Will crap. I don't think that the tet612 allows for rtd sensors. I left the PID on for about two hours tonight and it seemed to max out at about 30 degrees over ambient, but that was not with normal brewing air temps or heat from brew kettles changing localized temps either......
 
I wonder if I could source a k thermocouple with a six to eight foot long cord... This would eliminate the junctions and spliced cables while still allowing me to keep my controls where they are.
 
Yes, likely you could from an outfit like Omega.

However, using the extensions shouldn't give you that kind of error unless there is something wrong in the chain. I use extensions with type K thermocouples on a fairly regular basis and don't have that problem.

Just a few minutes ago I tried first one, then two, 10-ft extensions on top of the 60 inches or so on the probe and the results were the same to the 1/10 degree.

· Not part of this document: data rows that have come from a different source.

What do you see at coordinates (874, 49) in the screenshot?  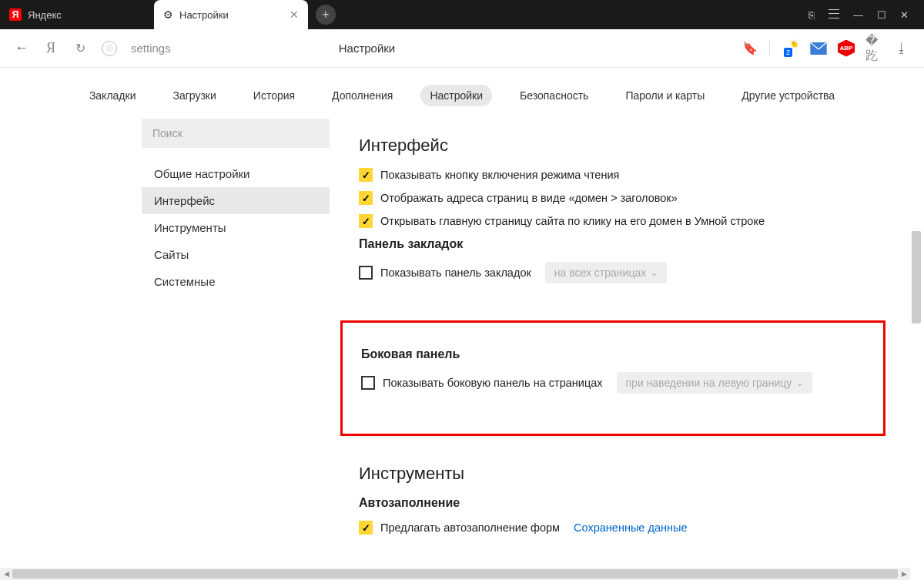 I see `extensions-icon: �趷` at bounding box center [874, 49].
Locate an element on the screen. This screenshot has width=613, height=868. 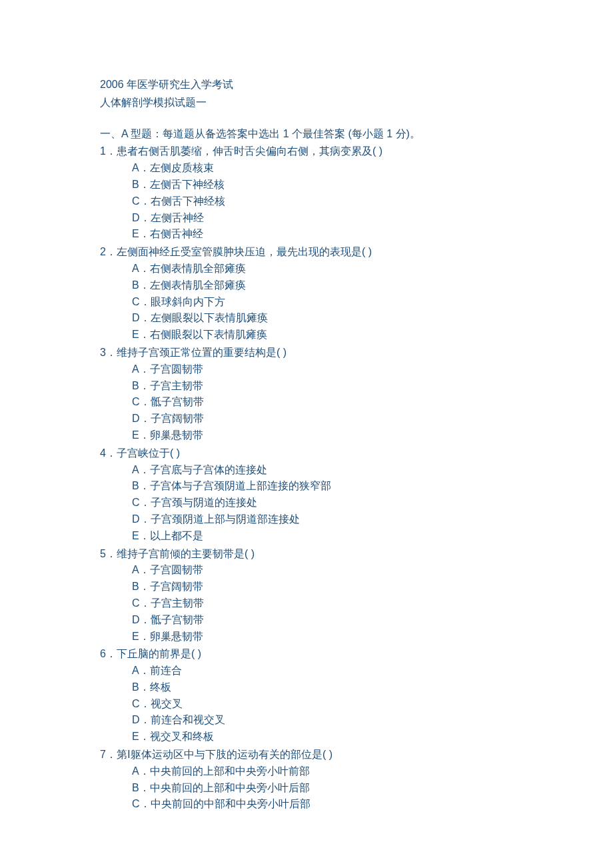
option-text: 子宫底与子宫体的连接处 is located at coordinates (209, 469).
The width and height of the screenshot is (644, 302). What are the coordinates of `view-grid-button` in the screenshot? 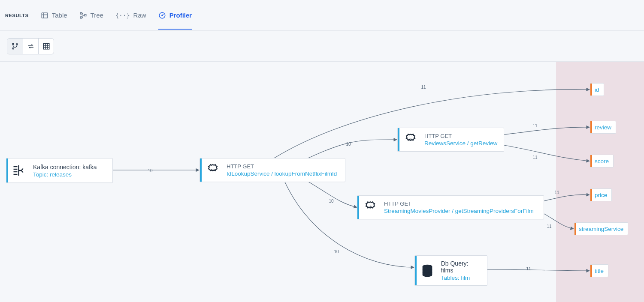 It's located at (46, 46).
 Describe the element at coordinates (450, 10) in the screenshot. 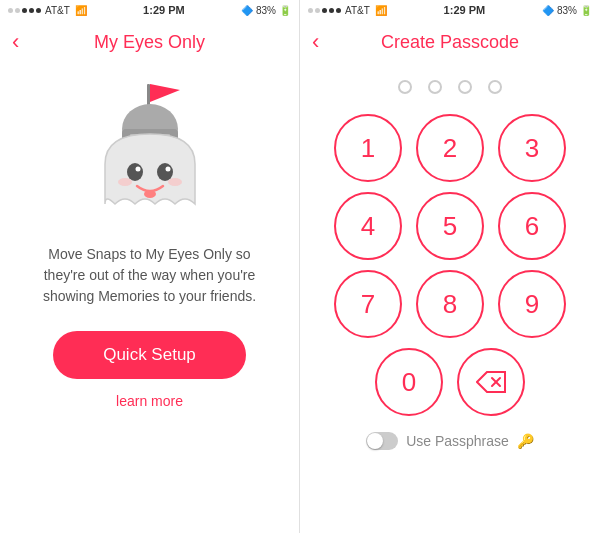

I see `status-bar-right: AT&T 📶 1:29 PM 🔷 83% 🔋` at that location.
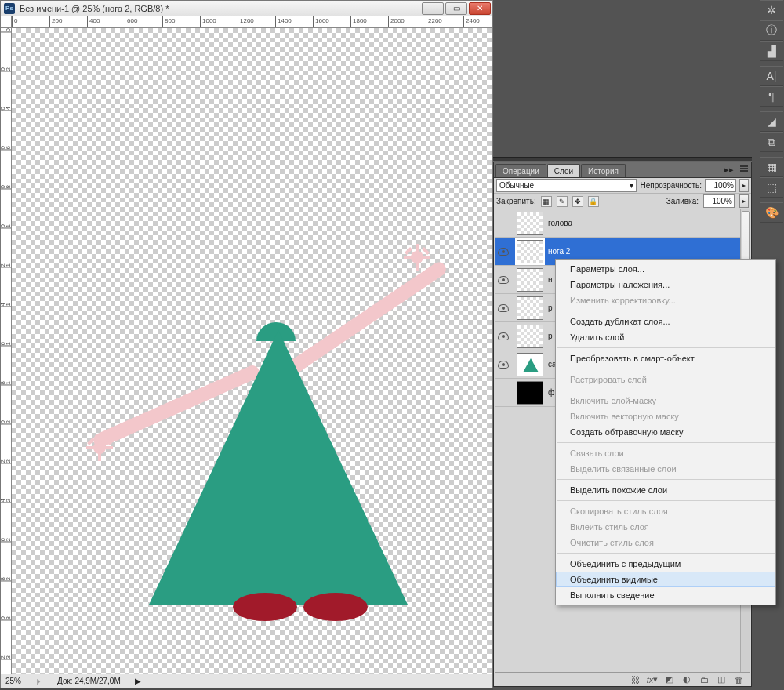 This screenshot has width=784, height=690. Describe the element at coordinates (209, 22) in the screenshot. I see `ruler-tick: 1000` at that location.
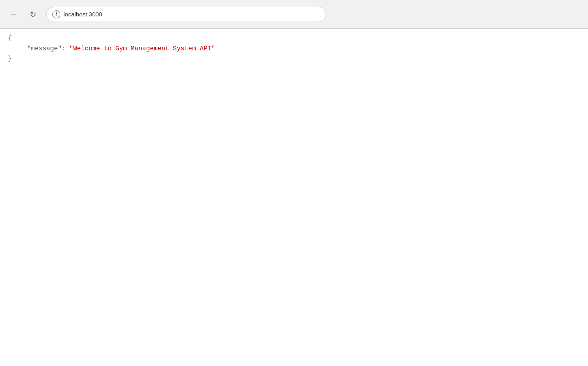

Hate to ask but are you sure you wired the plugs and the cable properly, yellow to positive and red to negative? Has to be that way from start to finish though all connections and extensions.
 
just so you know the tet 612 can handle rtd sensors, and generally these are better than thermocouples in most instances. but if nothing else I would really look at your thermocouple wire that you used for an extension, was it actually thermocouple wire, or something you had laying around.

The thermocouple wire we have in the lab I work in is two different metals
 
I did purchase k thermocouple extension wire specifically for this purpose. I'll have to check out the wires this weekend. I do know that I tried hard to make sure that the wires were the same throughout the new extensions, however I remember on our test brew day we had to reverse the wires from my thermocouple into the jack because we were getting readings that were opposite of expected (going down as heat was applied to the system) and initially quite high.
 
I think it is not enough just to match up (+) and (-), I believe you also have to use the correct color of the lead wires for (+) and (-). Red wires to (-) and yellow wires to (+) all the way through.
 
I had time yesterday so I took the brewery apart and checked all my thermocouple connections. Everything was wired correctly and snugly. Just for the sake of science, and because I had no idea what else to do, I switched the wires, with red now going to positive rather than negative, and the thing started working! Readings were stable, and just a few degrees low, which I corrected for in the pid. Looks like we're back in business!
 
Huh? Very strange. Guess the main thing is that it apparently works now.